As the United States comes to terms with the scale of the coronavirus pandemic, new economic projections continue to deteriorate, indicating an increasingly devastating impact on the U.S. economy. The latest Goldman Sachs forecast predicts a 9% contraction for the first quarter of this year and a 34% contraction in the second quarter. This large drop in GDP is consistent with 19.8 million jobs lost by July, bringing unemployment rates across the country into the mid-teens.

Our estimate is much larger than was predicted even a week ago, when the forecasting implied 14 million would be furloughed or laid off. Each escalating forecast is an indication that policymakers at every level of government need to be acting immediately to curb the spread of the virus and protect the health and economic well-being of their communities.

Importantly, these latest estimates account for the recently enacted CARES Act and assume a fourth coronavirus-related federal relief bill that will ramp up state aid—a particularly effective form of stimulus. In other words, Congress must pass additional stimulus measures—especially aid to state and local governments—just to keep the losses where we are predicting them to be today. Policymakers could go one step further and use public debt to finance the wages of workers who would otherwise lose their jobs, as Britain and Denmark are doing. This would allow workers to keep their jobs, even if they are unable to work from home or their employer is closed. It would also allow some workers to save money that they could spend once the pandemic has subsided, which would help jumpstart the recovery.

In the map and tables below, we have updated our estimates of predicted layoffs and furloughs by state and added a projection of the resulting unemployment rates in each state. The map in Figure A shows that California is expected to have the largest number of jobs lost, with the state losing nearly 2.3 million jobs through June. Texas, Florida, and New York have the next largest job loss numbers at 1.7 million, 1.3 million, and 1.2 million jobs lost, respectively—losses representing between 14.7 and 17.0% of total private-sector employment in these states.

Figure A

Nevada is expected to have the largest job losses in percentage terms (20.1%), as the state's high concentration of retail, leisure, and hospitality jobs are likely to experience disproportionate losses. Social distancing measures are essential for stopping the spread of the coronavirus, but they have a disproportionate impact on businesses and workers in these industries, for whom teleworking is largely not possible.

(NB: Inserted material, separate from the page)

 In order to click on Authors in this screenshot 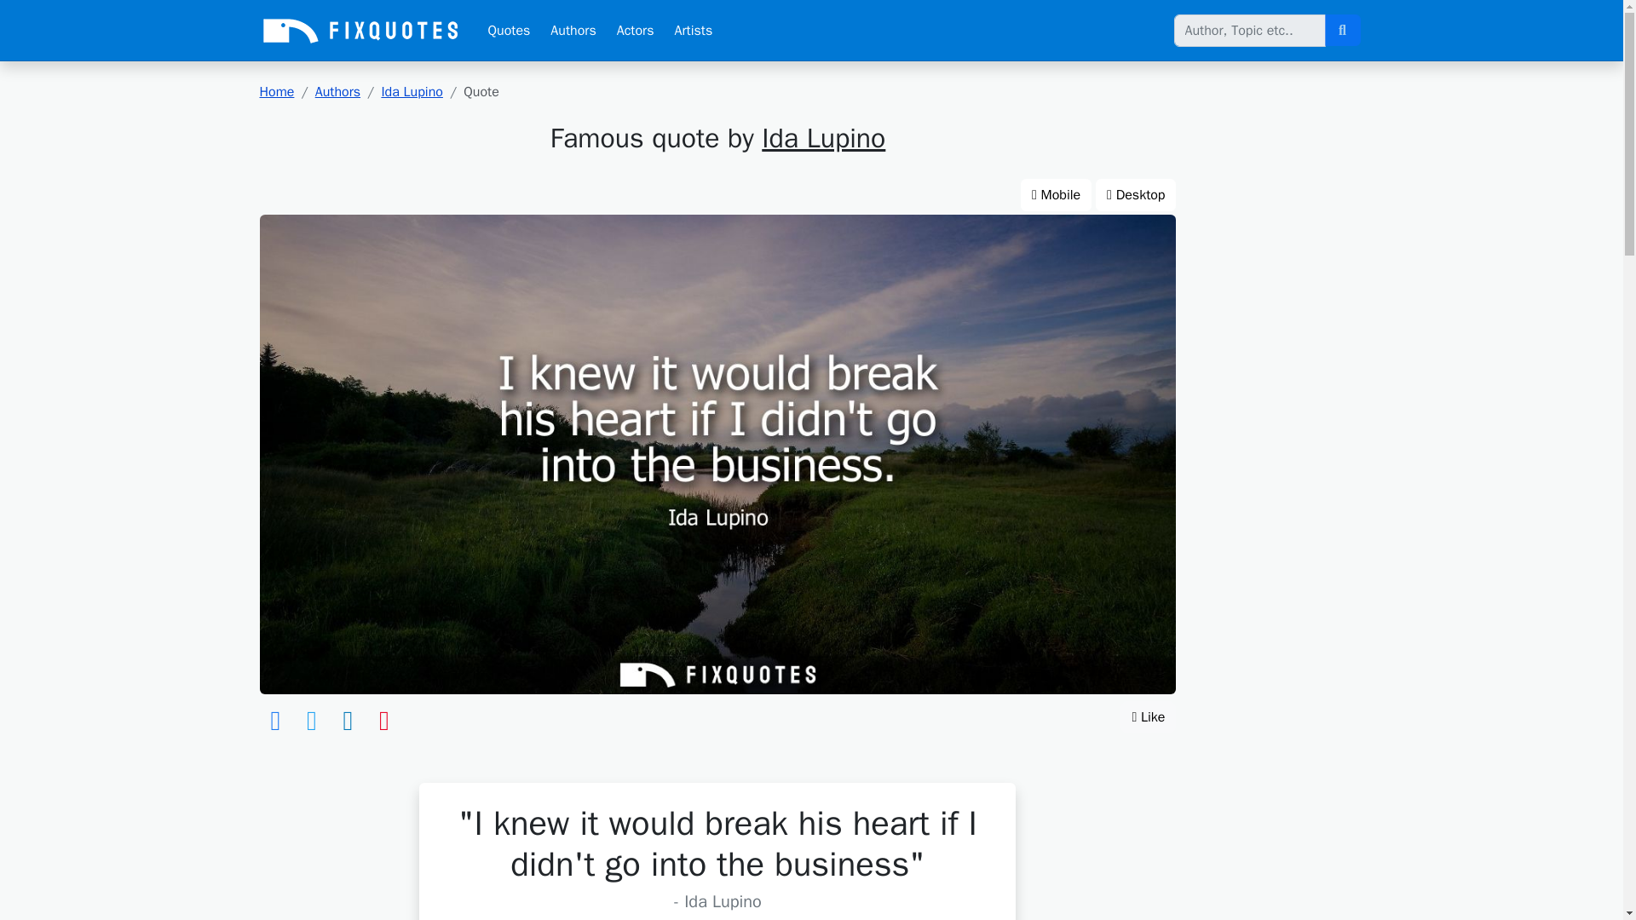, I will do `click(573, 31)`.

Nevada will also have the highest unemployment rate (19.7%) of any state by July, while more than 1 in 6 workers are projected to be unemployed in Alaska (17.8%), Hawaii (17.8%), Mississippi (17.5%), and Delaware (16.8%).

We should note that not every one of these lost jobs would necessarily be captured by employment surveys. For example, if workers are furloughed rather than laid off, then they may still be on employer payrolls. This 19.8 million job loss number is a measure of lost labor demand that could show up as reduced hours, layoffs, a collapse in hiring, or furloughs.

Our unemployment projections simply add the projected job losses onto February 2020 unemployment levels in each state (the most recent available state-level data) and divide by the February 2020 labor force levels. (In other words, we are assuming no change in labor force levels or participation.)

These assumptions may overstate the actual change in the official unemployment rate since some workers hold multiple jobs, and it is unclear how the current circumstances will affect people's labor force status. Under normal circumstances, people are only counted as officially unemployed if they are actively searching for work—something that is not possible, nor desirable, with social distancing measures in place. Yet, they do indicate how dire the situation is likely to be for working people in every state. In the depths of the Great Recession, the highest unemployment rate any state reached was 14.6% in Michigan in June 2009.